[Cocci] Extracting types passed to variadic (varargs) functions

Julia Lawall julia at diku.dk
Mon Nov 16 23:14:32 CET 2009


On Mon, 16 Nov 2009, David Malcolm wrote:

> I'm new to Coccinelle/spatch and have been experimenting with using it
> upon CPython code [1]
> 
> I'm attempting to validate a mini-language used in format strings by a
> variadic API call.  My code examines the types of the
> variables passed as varargs, and attempts to check that they are
> pointers of the correct types, according to a set of rules [2].
> 
> Unfortunately, I couldn't see a way to match a variable-length list of
> expressions, capturing the type of each expression.

If you really want to analyze all of the arguments at once, I don't see 
how to do it.  But perhaps the following would be acceptable (not tested):

@check_PyArg_ParseTuple@
position pos;
expression args;
expresion fmt;
type t; t e;
expression list[n] E;
@@

PyArg_ParseTuple(args at pos, fmt, E, e, ...)

@script:python@
fmt << check_PyArg_ParseTuple.fmt;
pos << check_PyArg_ParseTuple.pos;
t << check_PyArg_ParseTuple.t;
n << check_PyArg_ParseTuple.n;
@@

num_errors += validate_types(pos[0], fmt.expr, n, t)

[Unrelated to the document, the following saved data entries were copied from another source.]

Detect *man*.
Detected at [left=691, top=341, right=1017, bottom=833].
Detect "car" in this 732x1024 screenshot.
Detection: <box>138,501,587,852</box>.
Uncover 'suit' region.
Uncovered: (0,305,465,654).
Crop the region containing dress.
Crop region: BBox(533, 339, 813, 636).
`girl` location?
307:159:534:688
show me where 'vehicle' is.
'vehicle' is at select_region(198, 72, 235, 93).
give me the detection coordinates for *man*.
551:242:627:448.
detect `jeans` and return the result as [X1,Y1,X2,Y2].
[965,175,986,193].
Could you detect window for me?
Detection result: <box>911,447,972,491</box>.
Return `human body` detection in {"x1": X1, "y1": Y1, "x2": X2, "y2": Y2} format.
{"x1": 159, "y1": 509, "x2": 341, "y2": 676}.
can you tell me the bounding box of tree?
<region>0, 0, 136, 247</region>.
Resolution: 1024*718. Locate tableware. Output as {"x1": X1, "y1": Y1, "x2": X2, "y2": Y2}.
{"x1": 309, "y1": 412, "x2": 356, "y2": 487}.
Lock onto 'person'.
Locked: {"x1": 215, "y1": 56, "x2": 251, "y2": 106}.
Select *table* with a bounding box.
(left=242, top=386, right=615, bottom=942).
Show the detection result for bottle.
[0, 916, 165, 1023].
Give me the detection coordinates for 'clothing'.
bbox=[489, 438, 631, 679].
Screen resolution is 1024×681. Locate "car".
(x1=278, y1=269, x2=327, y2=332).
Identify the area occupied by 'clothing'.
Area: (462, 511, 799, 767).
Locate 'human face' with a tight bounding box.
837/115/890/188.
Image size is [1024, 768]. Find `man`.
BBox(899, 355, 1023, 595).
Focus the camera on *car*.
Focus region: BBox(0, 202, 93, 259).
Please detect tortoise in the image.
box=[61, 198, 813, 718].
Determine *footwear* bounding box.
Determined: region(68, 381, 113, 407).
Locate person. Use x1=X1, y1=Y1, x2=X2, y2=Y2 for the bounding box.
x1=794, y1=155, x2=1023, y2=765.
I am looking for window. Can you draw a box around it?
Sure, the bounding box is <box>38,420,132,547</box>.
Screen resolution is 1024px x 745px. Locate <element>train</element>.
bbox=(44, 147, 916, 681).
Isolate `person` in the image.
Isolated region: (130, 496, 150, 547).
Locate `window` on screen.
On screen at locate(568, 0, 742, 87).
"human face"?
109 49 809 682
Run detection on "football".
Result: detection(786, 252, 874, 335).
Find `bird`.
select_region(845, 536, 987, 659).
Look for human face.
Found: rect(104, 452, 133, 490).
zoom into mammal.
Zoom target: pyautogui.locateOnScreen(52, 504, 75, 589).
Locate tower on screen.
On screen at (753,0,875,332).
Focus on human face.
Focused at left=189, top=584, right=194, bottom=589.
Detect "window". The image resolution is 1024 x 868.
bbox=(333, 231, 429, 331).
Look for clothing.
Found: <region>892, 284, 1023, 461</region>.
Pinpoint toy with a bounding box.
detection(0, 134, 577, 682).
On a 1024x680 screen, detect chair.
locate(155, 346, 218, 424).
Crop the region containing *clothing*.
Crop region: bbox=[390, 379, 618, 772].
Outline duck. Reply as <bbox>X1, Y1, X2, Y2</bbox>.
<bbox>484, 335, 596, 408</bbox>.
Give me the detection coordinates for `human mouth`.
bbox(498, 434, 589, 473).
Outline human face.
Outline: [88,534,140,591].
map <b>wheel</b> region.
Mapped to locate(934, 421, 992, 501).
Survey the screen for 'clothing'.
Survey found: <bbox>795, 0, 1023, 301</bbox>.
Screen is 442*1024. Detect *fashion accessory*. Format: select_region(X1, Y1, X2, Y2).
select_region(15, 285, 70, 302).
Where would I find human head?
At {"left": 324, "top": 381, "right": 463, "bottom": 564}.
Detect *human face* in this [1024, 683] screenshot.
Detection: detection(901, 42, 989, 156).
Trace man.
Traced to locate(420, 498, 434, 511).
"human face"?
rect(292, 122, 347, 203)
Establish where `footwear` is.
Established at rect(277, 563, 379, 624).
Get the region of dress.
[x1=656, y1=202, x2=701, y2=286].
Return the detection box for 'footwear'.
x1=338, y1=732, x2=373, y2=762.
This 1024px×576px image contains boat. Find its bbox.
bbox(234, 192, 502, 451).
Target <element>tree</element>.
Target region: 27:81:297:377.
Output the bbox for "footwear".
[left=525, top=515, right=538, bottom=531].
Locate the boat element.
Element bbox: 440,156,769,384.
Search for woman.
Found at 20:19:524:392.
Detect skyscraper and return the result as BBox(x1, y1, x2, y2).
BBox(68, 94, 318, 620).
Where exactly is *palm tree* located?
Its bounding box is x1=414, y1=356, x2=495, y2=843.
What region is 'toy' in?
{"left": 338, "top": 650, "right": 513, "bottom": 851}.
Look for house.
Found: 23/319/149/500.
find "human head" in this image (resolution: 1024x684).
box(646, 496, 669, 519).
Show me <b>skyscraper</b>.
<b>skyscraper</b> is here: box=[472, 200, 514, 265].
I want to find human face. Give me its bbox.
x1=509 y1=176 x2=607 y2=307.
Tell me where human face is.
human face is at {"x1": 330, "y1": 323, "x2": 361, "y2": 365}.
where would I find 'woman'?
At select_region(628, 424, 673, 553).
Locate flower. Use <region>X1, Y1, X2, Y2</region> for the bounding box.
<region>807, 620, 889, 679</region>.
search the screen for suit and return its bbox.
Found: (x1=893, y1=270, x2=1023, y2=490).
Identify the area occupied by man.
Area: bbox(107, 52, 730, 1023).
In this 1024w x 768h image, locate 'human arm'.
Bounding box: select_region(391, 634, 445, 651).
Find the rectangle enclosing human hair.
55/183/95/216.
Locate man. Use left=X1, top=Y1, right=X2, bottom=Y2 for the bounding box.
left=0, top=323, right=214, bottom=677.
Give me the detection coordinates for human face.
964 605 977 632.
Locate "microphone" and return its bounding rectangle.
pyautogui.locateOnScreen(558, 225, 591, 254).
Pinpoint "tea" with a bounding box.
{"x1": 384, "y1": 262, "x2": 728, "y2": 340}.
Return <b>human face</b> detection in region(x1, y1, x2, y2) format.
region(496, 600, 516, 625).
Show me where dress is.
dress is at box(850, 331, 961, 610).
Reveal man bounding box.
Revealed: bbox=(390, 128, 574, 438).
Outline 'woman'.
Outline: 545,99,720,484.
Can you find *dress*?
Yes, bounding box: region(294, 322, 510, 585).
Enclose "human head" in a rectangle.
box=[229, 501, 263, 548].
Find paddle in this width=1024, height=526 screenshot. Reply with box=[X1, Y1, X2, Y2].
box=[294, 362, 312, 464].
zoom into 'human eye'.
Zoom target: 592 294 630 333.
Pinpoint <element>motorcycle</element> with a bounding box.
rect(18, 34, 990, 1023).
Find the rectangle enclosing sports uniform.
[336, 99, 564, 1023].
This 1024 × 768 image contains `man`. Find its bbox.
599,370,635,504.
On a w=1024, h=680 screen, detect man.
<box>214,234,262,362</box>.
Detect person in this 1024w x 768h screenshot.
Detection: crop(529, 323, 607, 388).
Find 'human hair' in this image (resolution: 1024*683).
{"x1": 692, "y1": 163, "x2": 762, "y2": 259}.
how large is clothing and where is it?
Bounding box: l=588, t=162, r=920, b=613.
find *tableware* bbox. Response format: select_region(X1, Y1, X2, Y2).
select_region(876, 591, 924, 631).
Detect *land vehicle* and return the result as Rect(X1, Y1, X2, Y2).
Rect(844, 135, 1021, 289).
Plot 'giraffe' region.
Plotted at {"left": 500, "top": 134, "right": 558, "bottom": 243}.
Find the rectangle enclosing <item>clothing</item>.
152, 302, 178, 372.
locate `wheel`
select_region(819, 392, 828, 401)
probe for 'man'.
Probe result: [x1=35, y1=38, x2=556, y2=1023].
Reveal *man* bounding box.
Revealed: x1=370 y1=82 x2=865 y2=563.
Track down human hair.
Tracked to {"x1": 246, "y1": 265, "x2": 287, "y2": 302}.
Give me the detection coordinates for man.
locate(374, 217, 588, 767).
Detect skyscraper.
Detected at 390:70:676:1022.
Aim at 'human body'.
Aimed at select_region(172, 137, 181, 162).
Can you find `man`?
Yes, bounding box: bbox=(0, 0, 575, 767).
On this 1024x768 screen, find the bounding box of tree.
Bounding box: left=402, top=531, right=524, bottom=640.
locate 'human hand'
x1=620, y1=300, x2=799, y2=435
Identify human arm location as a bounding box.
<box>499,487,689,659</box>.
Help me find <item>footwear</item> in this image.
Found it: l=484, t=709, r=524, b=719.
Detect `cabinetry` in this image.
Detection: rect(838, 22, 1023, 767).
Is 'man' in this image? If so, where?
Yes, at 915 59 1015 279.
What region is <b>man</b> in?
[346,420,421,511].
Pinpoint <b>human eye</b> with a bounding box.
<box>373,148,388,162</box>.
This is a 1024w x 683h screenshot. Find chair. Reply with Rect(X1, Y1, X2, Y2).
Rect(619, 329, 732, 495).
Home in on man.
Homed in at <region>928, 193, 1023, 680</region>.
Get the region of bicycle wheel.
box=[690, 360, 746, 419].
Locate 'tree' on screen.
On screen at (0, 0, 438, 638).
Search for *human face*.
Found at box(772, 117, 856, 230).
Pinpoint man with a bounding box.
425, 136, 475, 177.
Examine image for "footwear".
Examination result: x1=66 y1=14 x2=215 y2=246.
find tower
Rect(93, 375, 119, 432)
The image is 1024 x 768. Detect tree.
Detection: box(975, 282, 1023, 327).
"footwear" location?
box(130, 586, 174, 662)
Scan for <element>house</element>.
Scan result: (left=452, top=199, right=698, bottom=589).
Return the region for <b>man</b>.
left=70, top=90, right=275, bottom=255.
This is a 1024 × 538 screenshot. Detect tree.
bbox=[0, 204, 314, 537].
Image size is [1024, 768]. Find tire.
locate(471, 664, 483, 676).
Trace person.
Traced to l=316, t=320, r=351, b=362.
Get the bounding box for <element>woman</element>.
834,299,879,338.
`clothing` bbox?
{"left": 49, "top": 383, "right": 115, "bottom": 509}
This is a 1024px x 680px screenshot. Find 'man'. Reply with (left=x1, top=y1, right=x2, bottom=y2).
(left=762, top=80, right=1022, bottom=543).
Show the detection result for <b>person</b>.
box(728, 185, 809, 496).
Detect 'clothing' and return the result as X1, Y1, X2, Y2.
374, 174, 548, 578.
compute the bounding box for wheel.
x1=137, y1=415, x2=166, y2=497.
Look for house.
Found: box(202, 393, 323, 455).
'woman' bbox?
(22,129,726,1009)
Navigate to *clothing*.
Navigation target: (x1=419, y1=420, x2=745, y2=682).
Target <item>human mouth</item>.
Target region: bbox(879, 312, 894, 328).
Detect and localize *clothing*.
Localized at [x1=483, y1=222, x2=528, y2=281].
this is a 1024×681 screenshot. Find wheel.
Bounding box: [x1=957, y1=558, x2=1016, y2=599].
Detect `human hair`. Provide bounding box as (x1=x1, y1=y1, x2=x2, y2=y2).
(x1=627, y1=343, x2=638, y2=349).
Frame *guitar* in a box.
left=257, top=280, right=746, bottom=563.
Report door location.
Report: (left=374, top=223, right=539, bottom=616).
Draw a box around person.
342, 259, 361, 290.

(I'm not sure that the .expr is needed on fmt; or in any case I don't know 
what it does).

Now validate_types takes a position, a format string, the number of 
arguments between the format string and some argument, and that argument.  
The python code will be called on each argument individually.


> Also, I noticed that positions are passed to Python code as a 1-tuple
> containing a coccilibs.elems.Location, rather than just the Location
> itself.  Is this deliberate (e.g. to support ranges as well as
> positions)?

A single position variable can be bound to more than one position when 
using a nest (<... ...> for 0 or more occurrences of the contained pattren 
and <+... ...+> for 1 or more occurrences of the contained pattern).  For 
example, if f is a one-argument function, then the following will bind p 
to each occurrence of e in that argument:

f(<+...e at p...+>)

Then you can use for to iterate over them.